Standards, Metadata, and the Digital Shift
As records are increasingly born digital, arrangement and description have had to adapt. Electronic records may have no meaningful physical order at all, and their “original order” may be expressed through file paths, system metadata, or database structures rather than folders in boxes. Descriptive metadata, preservation metadata, and structural metadata now carry much of the burden that physical arrangement once carried.
For records-management programs feeding archives, alignment with recognized requirements matters. Notably, the National Archives and Records Administration retired its endorsement of the DoD 5015.2 records-management standard in 2022 in favor of the Universal Electronic Records Management Requirements developed through the Federal Electronic Records Modernization Initiative (FERMI). This shift emphasizes functional requirements that any compliant system can meet, including the capture of contextual metadata that downstream archival description depends upon. Capturing provenance and context at the point of creation makes later arrangement and description far more reliable.

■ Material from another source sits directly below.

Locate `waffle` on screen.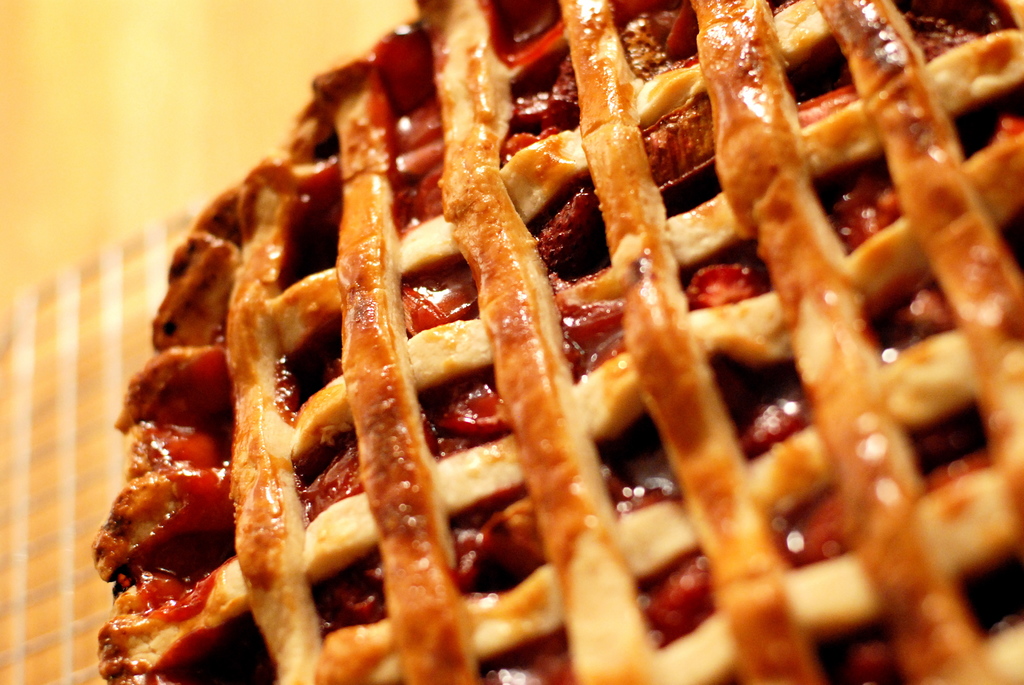
On screen at <box>84,0,1023,684</box>.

More Product, Less Process
A persistent challenge in archives is the backlog of unprocessed material. In response, the profession widely adopted a pragmatic approach often summarized as “More Product, Less Process” (MPLP): rather than item-level sorting and detailed folder-by-folder description for every collection, archivists describe at the highest useful level first, perform only the preservation work that is genuinely necessary, and process to a level proportionate to a collection’s research value. The goal is to make more material available sooner, accepting that minimal, accurate, collection- and series-level description serves researchers better than perfectly groomed collections that remain hidden in a backlog for decades.
Why It Matters
Arrangement and description are not clerical chores; they are acts of interpretation that determine whether records can be found, trusted, and understood for generations. Done well, they preserve the evidential and informational value of records, support accountability and research, and create durable intellectual control over holdings. For practitioners, mastering these processes is foundational to the broader work of caring for permanent records over time—see the archives and preservation topic hub for related guidance on the long-term stewardship of archival materials.
Sources & further reading
Authoritative government and non-profit references.

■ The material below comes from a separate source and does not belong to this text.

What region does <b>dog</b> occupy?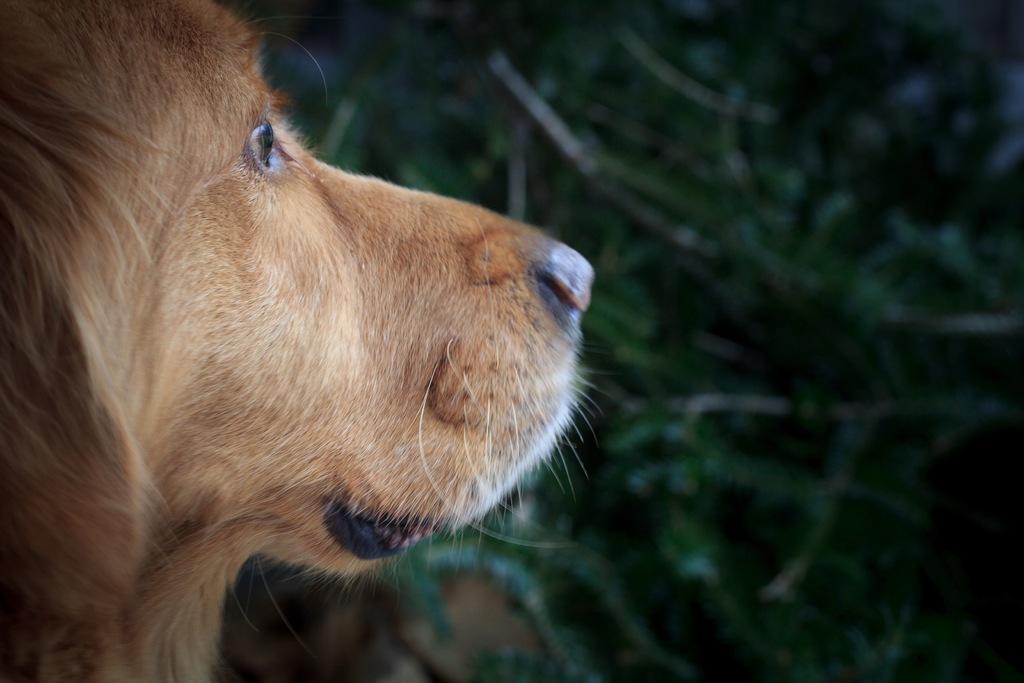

- Society of American Archivists — SAA
- Records management (NARA) — National Archives (NARA)
- ISO 15489-1 Records management — ISO
How to cite this page
APA
RM University Editorial Team. (2026). Archival Arrangement and Description. Records Management University. https://www.recordsmgmt.org/articles/archival-arrangement-and-description/
MLA
RM University Editorial Team. "Archival Arrangement and Description." Records Management University, 16 June 2026, www.recordsmgmt.org/articles/archival-arrangement-and-description/.